Chief nurse Lynne Swiatczak said: “We use a national health service agency, [and] we recruit and train them. Agency nurses don’t run our wards...They are monitored on each shift.

“Where concerns are raised we deal with them very quickly. It isn’t something I want to continue, we are trying to minimise this.”

Hospital board papers show more than 350 agency staff, including nurses, are being used each month by Buckinghamshire Healthcare NHS Trust, which controls Wycombe, Amersham and Stoke Mandeville hospitals. The trust employs about 4,700 permanent staff.

Temporary staff, for which the hospitals pay a higher hourly rate, are used for increased workloads, as well as to plug gaps in the workforce due to vacancies and sickness absence.

There has recently been pressure to clear a backlog of patients, while there are currently 95 vacancies for qualified nurses.

Board members are hopeful the backlog will soon be cleared, while 30 new nurses are set to be joining the trust in the coming weeks.

Comments(5)

Fit2drop says...
2:43pm Thu 2 Feb 12

The management are at fault, they avoid confontation with staff. Mistakes are made on a daily basis and managers refuse to take responsibility.
Sickness is rife because management is weak, therefore more agency are required to make up shortfall.

CarolHorner says...
3:44pm Thu 2 Feb 12

This is an excuse.

Wycombe Hospital is a total disgrace with disgustingly filthy wards - particularly 4A and 4B where the windows are aluminium im wooden frames, where the floor tiles are cracked and dirty and the stairways are littered with asbestos. It is the same on the 3rd floor and in the other areas.

NUrsing Staff when approached about taking soiled sanitary articles out of the wards say that once a day is what is programmed.

This Hospital is a disgrace to the Country and needs demolishing.

demoness the second says...
7:51pm Thu 2 Feb 12

CarolHorner wrote:
This is an excuse.

Wycombe Hospital is a total disgrace with disgustingly filthy wards - particularly 4A and 4B where the windows are aluminium im wooden frames, where the floor tiles are cracked and dirty and the stairways are littered with asbestos. It is the same on the 3rd floor and in the other areas.
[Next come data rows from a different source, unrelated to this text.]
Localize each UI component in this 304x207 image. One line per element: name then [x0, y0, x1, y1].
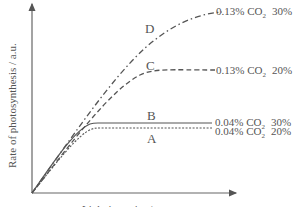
svg-text:0.13% CO220%: 0.13% CO220%: [216, 64, 292, 79]
legend-a: 0.04% CO220%: [215, 125, 291, 140]
curve-label-b: B: [147, 108, 156, 123]
legend-d: 0.13% CO230%: [216, 5, 292, 20]
curve-d: [32, 12, 222, 193]
curve-label-c: C: [146, 58, 155, 73]
photosynthesis-chart: D C B A 0.13% CO230% 0.13% CO220% 0.04% …: [0, 0, 304, 207]
svg-text:0.04% CO220%: 0.04% CO220%: [215, 125, 291, 140]
curve-a: [32, 128, 212, 193]
svg-text:0.13% CO230%: 0.13% CO230%: [216, 5, 292, 20]
y-axis-title: Rate of photosynthesis / a.u.: [6, 43, 18, 168]
x-axis-title: Light intensity / a.u.: [82, 203, 171, 207]
curve-label-a: A: [147, 131, 157, 146]
curve-label-d: D: [145, 21, 154, 36]
curve-c: [32, 70, 215, 193]
legend-c: 0.13% CO220%: [216, 64, 292, 79]
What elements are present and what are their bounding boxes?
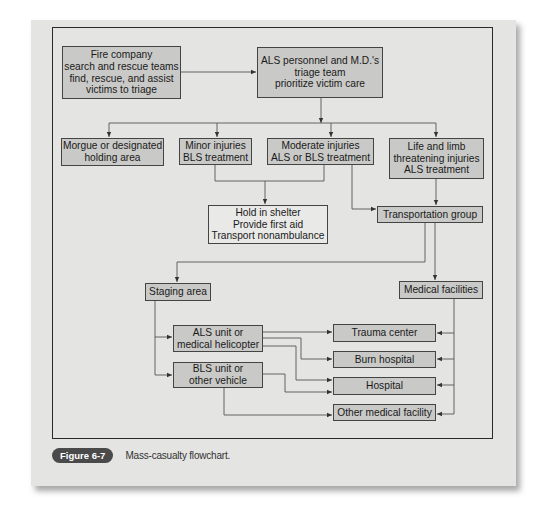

NUrsing Staff when approached about taking soiled sanitary articles out of the wards say that once a day is what is programmed.
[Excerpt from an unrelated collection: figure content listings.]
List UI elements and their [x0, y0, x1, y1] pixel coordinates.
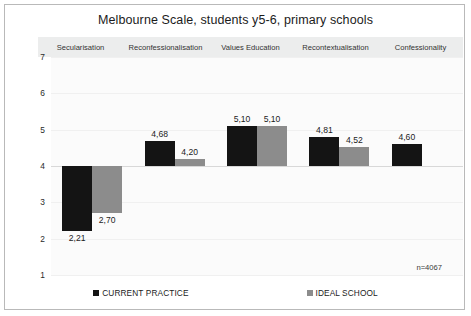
y-axis-tick-label: 6	[23, 88, 45, 98]
category-label: Values Education	[208, 37, 293, 57]
bar-value-label: 4,68	[151, 129, 168, 139]
bar-ideal-school[interactable]	[175, 159, 205, 166]
bar-value-label: 4,81	[316, 125, 333, 135]
bar-current-practice[interactable]	[62, 166, 92, 231]
gridline	[51, 57, 463, 58]
bar-current-practice[interactable]	[309, 137, 339, 166]
plot-area: 2,212,704,684,205,105,104,814,524,60	[51, 57, 463, 275]
legend-label: CURRENT PRACTICE	[102, 288, 188, 298]
bar-current-practice[interactable]	[392, 144, 422, 166]
legend-swatch-icon	[307, 290, 313, 296]
bar-ideal-school[interactable]	[257, 126, 287, 166]
category-header-band: SecularisationReconfessionalisationValue…	[38, 37, 463, 57]
gridline	[51, 275, 463, 276]
bar-value-label: 2,70	[99, 215, 116, 225]
bar-ideal-school[interactable]	[339, 147, 369, 166]
y-axis-tick-label: 3	[23, 197, 45, 207]
bar-value-label: 5,10	[234, 114, 251, 124]
legend-swatch-icon	[93, 290, 99, 296]
bar-value-label: 5,10	[264, 114, 281, 124]
y-axis-tick-label: 4	[23, 161, 45, 171]
sample-size-annotation: n=4067	[416, 263, 442, 272]
y-axis-tick-label: 7	[23, 52, 45, 62]
bar-value-label: 4,60	[398, 132, 415, 142]
y-axis-tick-label: 2	[23, 234, 45, 244]
chart-title: Melbourne Scale, students y5-6, primary …	[5, 13, 466, 27]
bar-value-label: 4,20	[181, 147, 198, 157]
category-label: Reconfessionalisation	[123, 37, 208, 57]
y-axis-tick-label: 5	[23, 125, 45, 135]
gridline	[51, 239, 463, 240]
bar-current-practice[interactable]	[145, 141, 175, 166]
category-label: Secularisation	[38, 37, 123, 57]
category-label: Recontextualisation	[293, 37, 378, 57]
chart-legend: CURRENT PRACTICEIDEAL SCHOOL	[5, 288, 466, 298]
bar-current-practice[interactable]	[227, 126, 257, 166]
category-label: Confessionality	[378, 37, 463, 57]
legend-item[interactable]: IDEAL SCHOOL	[307, 288, 378, 298]
bar-value-label: 2,21	[69, 233, 86, 243]
bar-ideal-school[interactable]	[92, 166, 122, 213]
gridline	[51, 93, 463, 94]
chart-frame: Melbourne Scale, students y5-6, primary …	[4, 4, 465, 310]
bar-value-label: 4,52	[346, 135, 363, 145]
legend-item[interactable]: CURRENT PRACTICE	[93, 288, 188, 298]
legend-label: IDEAL SCHOOL	[316, 288, 378, 298]
y-axis-tick-label: 1	[23, 270, 45, 280]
This Hospital is a disgrace to the Country and needs demolishing.
It is old - but it is NOT filthy. What a foul thing to say.

ukhunnybee says...
6:22am Fri 3 Feb 12

If you want pretty wards and spanking new floors perhaps you could pay the private hospitals their expensive rates, but i tell you for something Carol the majority of the staff are excellant hard working professionals, trying to make the best of a terrible time with the cutbacks at present, it is people like you and your uncalled for comments no wonder why they is a national shortage of Nurses!!!

washondo says...
3:49pm Fri 3 Feb 12

ukhunnybee wrote:
If you want pretty wards and spanking new floors perhaps you could pay the private hospitals their expensive rates, but i tell you for something Carol the majority of the staff are excellant hard working professionals, trying to make the best of a terrible time with the cutbacks at present, it is people like you and your uncalled for comments no wonder why they is a national shortage of Nurses!!!
Why is there a national shortage of nurses? Lots of people unemployed?
~
Reduce the qualifying criteria; many have the calling, though not the currently perceived ability (certification). How difficult is it to mop the brow (or the floor), make the bed, empty the bed-pan, succor those in distress, were not the elitist Elfin Safety dictating. Admittedly and agreed, there will be degrees of specialisation. Many only need their hand held. Were they who dictate any good at the job, they would be doing it, instead of garnering framed wall-liner. (Don't presume to tell others how to do what you can't do yourself).
~
Solution - nationalise health care - totally.
~
Incidentally, there are no "people like you". We are each individually entitled to an opinion.